Kaustav Ganguly wrote:try invoking join() method on the runner thread in between line 11 and 12 , then the output should be 5.

It is not that I want the output to be 5, but that I am trying to understand what volatile does and it seems to do something from what I excpect the way I read the description of the JMM.

How about that "subsequent" thing ? When does soething subseed something else when it is not the happens-before relation that is the ordering ?
Reiner Herman
Greenhorn

Joined: Jan 12, 2010
Posts: 19
I tried the following wich confuses me more, inside run I printout the id before changing it and now the program seems to consistently outputs 5. By the way the first example seemed to always output -4 but at times outputs 5.



This seem to consistently output either:

or


Reiner Herman
Greenhorn

Joined: Jan 12, 2010
Posts: 19
I still haven't figured out what is happening.
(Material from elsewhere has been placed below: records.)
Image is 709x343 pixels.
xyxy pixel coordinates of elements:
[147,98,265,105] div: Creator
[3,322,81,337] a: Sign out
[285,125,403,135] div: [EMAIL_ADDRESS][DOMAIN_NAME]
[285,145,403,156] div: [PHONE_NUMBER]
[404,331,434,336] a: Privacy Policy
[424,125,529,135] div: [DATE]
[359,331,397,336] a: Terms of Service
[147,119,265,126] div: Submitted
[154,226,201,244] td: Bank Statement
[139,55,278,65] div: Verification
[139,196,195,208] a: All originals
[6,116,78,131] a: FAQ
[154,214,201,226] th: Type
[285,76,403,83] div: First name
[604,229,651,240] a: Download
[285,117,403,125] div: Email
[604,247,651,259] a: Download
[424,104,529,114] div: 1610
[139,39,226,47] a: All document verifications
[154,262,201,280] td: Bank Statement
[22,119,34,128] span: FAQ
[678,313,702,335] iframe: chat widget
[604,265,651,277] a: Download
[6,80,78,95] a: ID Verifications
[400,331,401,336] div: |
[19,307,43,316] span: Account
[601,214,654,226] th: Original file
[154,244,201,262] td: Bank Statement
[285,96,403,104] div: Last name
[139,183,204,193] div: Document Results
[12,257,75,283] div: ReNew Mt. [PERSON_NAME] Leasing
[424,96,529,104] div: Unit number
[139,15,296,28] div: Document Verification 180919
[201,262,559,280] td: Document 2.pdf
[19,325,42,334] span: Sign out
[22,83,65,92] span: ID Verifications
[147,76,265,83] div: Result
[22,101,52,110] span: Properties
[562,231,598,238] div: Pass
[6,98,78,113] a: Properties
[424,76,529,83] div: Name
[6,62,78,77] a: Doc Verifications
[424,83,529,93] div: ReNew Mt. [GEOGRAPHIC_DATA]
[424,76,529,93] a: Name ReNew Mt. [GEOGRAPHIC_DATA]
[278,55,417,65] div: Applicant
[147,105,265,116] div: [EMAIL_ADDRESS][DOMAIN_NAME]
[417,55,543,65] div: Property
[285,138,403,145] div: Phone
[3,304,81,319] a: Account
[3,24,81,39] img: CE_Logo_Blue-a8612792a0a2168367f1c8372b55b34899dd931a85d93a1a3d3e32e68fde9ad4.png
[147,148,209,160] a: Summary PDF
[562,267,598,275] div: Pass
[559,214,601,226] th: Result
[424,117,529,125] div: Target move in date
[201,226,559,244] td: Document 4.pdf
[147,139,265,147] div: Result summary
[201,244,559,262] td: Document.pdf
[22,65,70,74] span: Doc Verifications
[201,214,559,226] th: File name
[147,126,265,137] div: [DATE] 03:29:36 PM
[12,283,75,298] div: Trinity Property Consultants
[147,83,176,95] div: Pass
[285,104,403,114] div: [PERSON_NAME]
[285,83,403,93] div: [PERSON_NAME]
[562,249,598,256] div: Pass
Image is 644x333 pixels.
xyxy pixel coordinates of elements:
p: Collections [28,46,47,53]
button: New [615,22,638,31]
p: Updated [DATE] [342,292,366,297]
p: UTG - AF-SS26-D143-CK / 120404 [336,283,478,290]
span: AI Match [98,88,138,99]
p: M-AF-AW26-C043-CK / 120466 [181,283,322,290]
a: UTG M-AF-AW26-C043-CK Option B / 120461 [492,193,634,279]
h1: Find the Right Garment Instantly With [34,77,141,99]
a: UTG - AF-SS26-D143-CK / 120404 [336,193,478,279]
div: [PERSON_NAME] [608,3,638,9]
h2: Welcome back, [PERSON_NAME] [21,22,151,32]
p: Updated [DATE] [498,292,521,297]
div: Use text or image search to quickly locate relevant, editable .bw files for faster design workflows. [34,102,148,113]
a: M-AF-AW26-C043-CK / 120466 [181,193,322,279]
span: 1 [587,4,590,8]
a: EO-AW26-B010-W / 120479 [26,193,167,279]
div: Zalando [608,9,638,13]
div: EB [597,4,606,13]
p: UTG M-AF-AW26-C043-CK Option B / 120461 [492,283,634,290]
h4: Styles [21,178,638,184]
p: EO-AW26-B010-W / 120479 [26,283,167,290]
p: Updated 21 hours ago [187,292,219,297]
Would really like a hint from someone who knows Javas memory model "cold".
Rok Ć telcer
Ranch Hand

Joined: Nov 03, 2009
Posts: 101
Hi,

Calling a start on a newly created thread, doesn't mean that is is already running (state=runnable).
It just means that it is ready to run and it is up to the thread scheduler to decide when it will actually run/invoke it (state=running).
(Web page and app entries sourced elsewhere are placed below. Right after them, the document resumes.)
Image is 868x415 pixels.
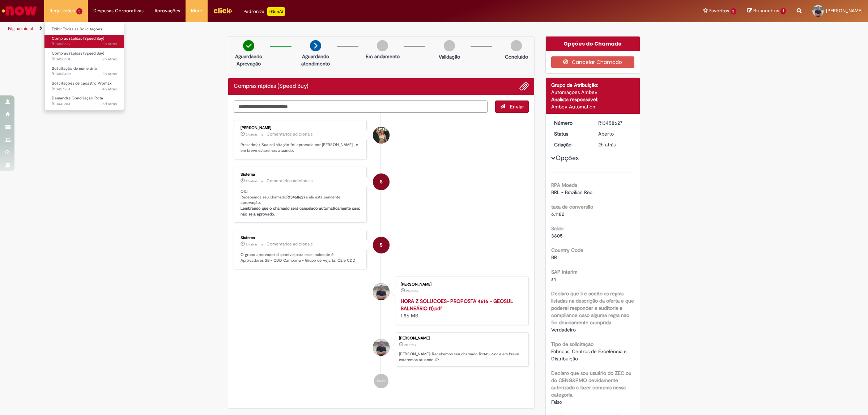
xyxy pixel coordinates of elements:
a: Aberto R13458489 : Solicitação de numerário [44,65,124,78]
a: Aberto R13457951 : Solicitações de cadastro Promax [44,80,124,93]
span: Demandas Conciliação Rota [52,95,103,101]
span: s4 [551,276,556,283]
span: 3805 [551,233,563,239]
small: Comentários adicionais [266,131,313,137]
h2: Compras rápidas (Speed Buy) Histórico de tíquete [233,83,309,90]
b: Saldo [551,226,564,232]
span: 2h atrás [246,242,258,246]
small: Comentários adicionais [266,178,313,184]
div: Automações Ambev [551,88,635,96]
a: Aberto R13458627 : Compras rápidas (Speed Buy) [44,35,124,48]
b: RPA Moeda [551,182,578,188]
button: Enviar [495,100,528,112]
span: BRL - Brazilian Real [551,189,593,195]
div: Julia Cortes De Andrade [373,127,389,144]
span: 5 [76,9,82,15]
time: 28/08/2025 15:19:00 [406,289,418,293]
span: S [380,237,382,254]
button: Adicionar anexos [520,82,528,91]
time: 28/08/2025 15:19:54 [246,242,258,246]
span: BR [551,254,557,261]
b: SAP Interim [551,269,578,275]
span: Rascunhos [753,7,779,14]
span: R13458489 [52,71,117,77]
span: Favoritos [709,7,729,15]
b: Declaro que li e aceito as regras listadas na descrição da oferta e que poderei responder a audit... [551,290,634,326]
span: Falso [551,399,562,405]
div: Marcelo Alves Elias [373,284,389,300]
textarea: Digite sua mensagem aqui... [233,100,488,113]
span: 2h atrás [406,289,418,293]
p: O grupo aprovador disponível para esse incidente é: Aprovadores SB - CDD Camboriú - Grupo cerveja... [240,252,361,263]
a: Rascunhos [747,8,786,15]
b: Declaro que sou usuário do ZEC ou do CENG&PMO devidamente autorizado a fazer compras nessa catego... [551,370,631,398]
span: 6.1182 [551,211,564,217]
span: 2h atrás [598,142,616,148]
b: Tipo de solicitação [551,341,593,348]
span: Aprovações [155,7,180,15]
img: ServiceNow [1,3,38,18]
div: Analista responsável: [551,96,635,103]
p: +GenAi [267,7,285,16]
p: Em andamento [366,53,399,60]
div: Padroniza [243,7,285,16]
span: 3h atrás [102,71,117,77]
ul: Requisições [44,22,124,111]
img: img-circle-grey.png [444,40,455,51]
span: Solicitação de numerário [52,66,98,71]
span: 2h atrás [405,342,416,348]
li: Marcelo Alves Elias [233,332,528,367]
div: [PERSON_NAME] [399,336,525,341]
div: Aberto [598,131,632,137]
dt: Número [548,119,593,126]
ul: Trilhas de página [5,22,573,35]
p: [PERSON_NAME]! Recebemos seu chamado R13458627 e em breve estaremos atuando. [399,352,525,362]
button: Cancelar Chamado [551,56,635,68]
time: 28/08/2025 15:19:45 [405,342,416,348]
span: Compras rápidas (Speed Buy) [52,51,104,56]
time: 28/08/2025 15:19:58 [246,179,258,183]
span: S [380,173,382,190]
p: Concluído [505,53,528,61]
div: System [373,237,389,253]
img: img-circle-grey.png [511,40,522,51]
b: Lembrando que o chamado será cancelado automaticamente caso não seja aprovado. [240,206,361,217]
span: Compras rápidas (Speed Buy) [52,35,104,42]
span: Despesas Corporativas [93,7,144,15]
div: R13458627 [598,119,632,126]
p: Olá! Recebemos seu chamado e ele esta pendente aprovação. [240,188,361,217]
time: 28/08/2025 15:19:47 [102,42,117,47]
p: Validação [438,53,460,61]
b: taxa de conversão [551,203,593,210]
div: [PERSON_NAME] [240,126,361,131]
img: click_logo_yellow_360x200.png [213,5,233,16]
time: 28/08/2025 13:44:21 [102,86,117,92]
span: Fábricas, Centros de Excelência e Distribuição [551,348,628,362]
a: Página inicial [8,26,33,31]
span: 1 [781,8,786,15]
a: Exibir Todas as Solicitações [44,25,124,33]
time: 22/08/2025 18:01:29 [102,101,117,106]
span: 2h atrás [246,179,258,183]
div: Sistema [240,172,361,177]
img: check-circle-green.png [243,40,254,51]
span: 6d atrás [102,101,117,106]
span: More [191,7,202,15]
span: R13458627 [52,42,117,47]
span: Enviar [510,104,524,110]
a: Aberto R13458601 : Compras rápidas (Speed Buy) [44,49,124,63]
span: Requisições [49,7,75,15]
a: HORA Z SOLUCOES- PROPOSTA 4616 - GEOSUL BALNEÁRIO (1).pdf [400,298,513,312]
div: 1.56 MB [400,297,521,319]
span: [PERSON_NAME] [826,8,862,14]
div: System [373,174,389,190]
div: [PERSON_NAME] [400,283,521,287]
span: 2h atrás [102,56,117,62]
span: R13441203 [52,101,117,107]
p: Aguardando atendimento [298,53,333,67]
p: Aguardando Aprovação [231,53,266,67]
b: R13458627 [286,195,305,200]
dt: Criação [548,141,593,148]
div: Ambev Automation [551,103,635,111]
So in your example, the setId method is called before the thread has actually started (you could even say that you set it in a single threaded env.).
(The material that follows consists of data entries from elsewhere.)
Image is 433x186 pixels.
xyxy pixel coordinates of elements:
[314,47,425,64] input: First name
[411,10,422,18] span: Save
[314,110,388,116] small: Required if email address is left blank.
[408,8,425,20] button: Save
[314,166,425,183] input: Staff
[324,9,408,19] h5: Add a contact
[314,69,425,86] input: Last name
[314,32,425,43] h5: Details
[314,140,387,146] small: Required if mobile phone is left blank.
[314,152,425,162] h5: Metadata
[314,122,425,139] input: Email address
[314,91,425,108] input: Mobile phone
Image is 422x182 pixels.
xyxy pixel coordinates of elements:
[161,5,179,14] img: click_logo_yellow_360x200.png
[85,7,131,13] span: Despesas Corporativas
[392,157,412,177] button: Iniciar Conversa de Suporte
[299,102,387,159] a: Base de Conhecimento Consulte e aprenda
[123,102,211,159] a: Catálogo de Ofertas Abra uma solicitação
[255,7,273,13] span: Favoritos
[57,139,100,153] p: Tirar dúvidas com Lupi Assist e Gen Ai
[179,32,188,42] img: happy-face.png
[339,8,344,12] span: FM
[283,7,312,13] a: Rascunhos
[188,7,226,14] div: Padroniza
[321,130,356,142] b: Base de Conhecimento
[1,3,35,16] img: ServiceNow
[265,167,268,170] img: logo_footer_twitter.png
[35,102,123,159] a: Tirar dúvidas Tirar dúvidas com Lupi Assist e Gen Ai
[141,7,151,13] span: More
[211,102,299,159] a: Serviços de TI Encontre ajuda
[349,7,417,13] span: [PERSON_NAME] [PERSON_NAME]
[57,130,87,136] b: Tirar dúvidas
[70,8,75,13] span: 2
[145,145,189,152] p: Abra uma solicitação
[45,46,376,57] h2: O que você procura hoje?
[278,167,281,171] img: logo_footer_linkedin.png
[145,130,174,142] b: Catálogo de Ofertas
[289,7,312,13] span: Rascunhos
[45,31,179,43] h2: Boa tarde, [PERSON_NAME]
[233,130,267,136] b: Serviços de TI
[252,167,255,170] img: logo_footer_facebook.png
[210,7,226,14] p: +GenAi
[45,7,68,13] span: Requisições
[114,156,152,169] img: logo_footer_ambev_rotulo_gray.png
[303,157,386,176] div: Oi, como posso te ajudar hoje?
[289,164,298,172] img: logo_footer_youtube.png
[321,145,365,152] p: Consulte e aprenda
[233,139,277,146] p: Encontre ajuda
Ireneusz Kordal wrote: This time "A write to a volatile field in the main thread happened-before every subsequent read of that same field in the 't' thread" ;)

I'm not sure from where did you get the "main thread" part.
Read the following link Threads and Locks.
... second discussion after section "17.4.5 Happens-before Order"

Hope this helps.


Regards,
Rok


SCJP, SCWCD
Reiner Herman
Greenhorn

Joined: Jan 12, 2010
Posts: 19
Thank you for the reply.

This is from the Java Doc on threads start method: "Causes this thread to begin execution; the Java Virtual Machine calls the run method of this thread."

So the call does not make the status of the thread "running" ?

And from 17.4.4 in the specs:

"An action that starts a thread synchronizes-with the first action in the thread it starts."

I am still confused...

Maybe I have to study the spec thoroughly.
abhay bansal
Greenhorn

Joined: Nov 26, 2009
Posts: 8
The new Thread().start() method calls the native start method. It is in the hands of OS when the thread will start running. In this particular example the two threads are independent when you call the start method, it might give different result each time you run it.